Sunday, October 27, 2013

What we do during Math Centers

Every day we have math for 45 minutes (in addition to 15 minutes of calendar math in the morning). I am very lucky to have one assistant teacher and two high school tutors during this time, so we can easily break the kindergarteners up into four groups and have four teacher-led centers! Of course, the activities are very hands-on and the student mostly direct themselves. But the grown-ups are there to teach them the new game and emphasize important concepts, or help kids who are struggling with the task. I try to have four different types of centers each day, based on the Common Core standards and our math curriculum, Everyday Math.

1. Math Games
Math games allow the kids to develop number sense, practice counting and one-to-one correspondence, and try new skills such as measuring and graphing.
In this game, kids roll a pumpkin dice and graph their results!
In this game, kids spin a spinner, count the number of apples,
and make that amount using cubes on the side.

2. Math Fact Practice
Fact fluency is very important for kindergarteners. By the end of kindergarten, they need to be comfortable adding and subtracting within 5 automatically, as well as able to use objects, drawings, equations, and their fingers to add and subtract within 10. So the more practice we can get, the better! Below is an example of a fact practice game.
Kids roll two dice and add the numbers together,
then find the answer on their Halloween sheet and color it in!
3. Math Manipulatives
Manipulatives are objects that kids can sort, stack and build with, to help them increase their skills at patterning, sorting and engineering. This center often seems like just free play, but is really disguised hands-on learning as well!

Sorting coins
Unifix cubes
The ever-popular "wheels" as we call them
(I don't actually know their official name!)
4. Math Journals
This center is with me, and is one of my favorite times to assess kids' thinking on challenging concepts. We usually do some sort of problem-solving question of the day. For example, below I gave them a piece of paper that said "Can you fill a circle using only squares?" (from this generous teacher who shared her idea on her blog). I gave each student a bunch of squares, and they all tried various ways to fill it up. In the end, we figured out that, no, you can't fill a circle with squares because the squares are too pointy! A circle doesn't have any pointy edges, so it's impossible!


:: Work instruction ::
Please print the entries below exactly, from the line with "You are a GUI" through the line with "Task: Click on the span: Philosophie", including both of those lines and leaving out all others.
------------------------------------------------------------
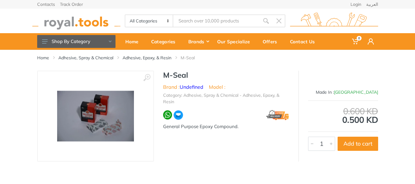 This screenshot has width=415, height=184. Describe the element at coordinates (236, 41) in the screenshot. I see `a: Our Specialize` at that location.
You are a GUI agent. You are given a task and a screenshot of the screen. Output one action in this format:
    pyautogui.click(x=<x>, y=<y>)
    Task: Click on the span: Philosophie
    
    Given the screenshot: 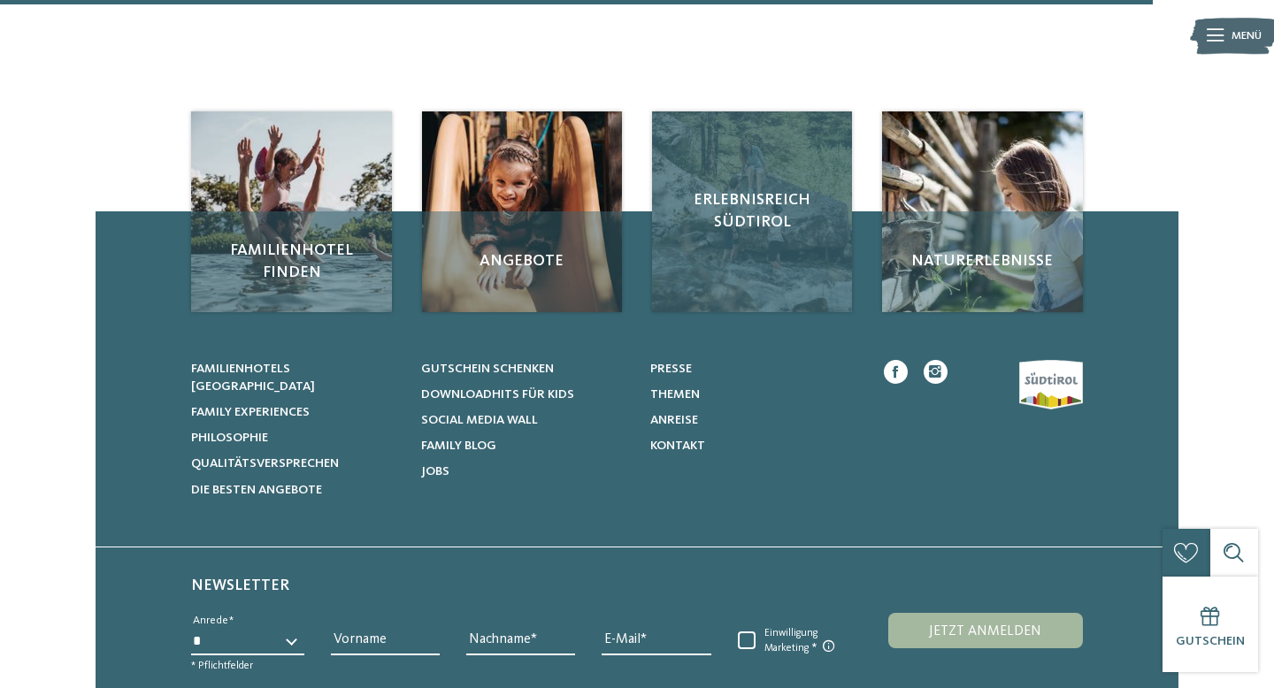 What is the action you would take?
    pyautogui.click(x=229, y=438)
------------------------------------------------------------
:: Answer for this exercise ::
You are a GUI agent. You are given a task and a screenshot of the screen. Output one action in this format:
    pyautogui.click(x=<x>, y=<y>)
    Task: Click on the span: Philosophie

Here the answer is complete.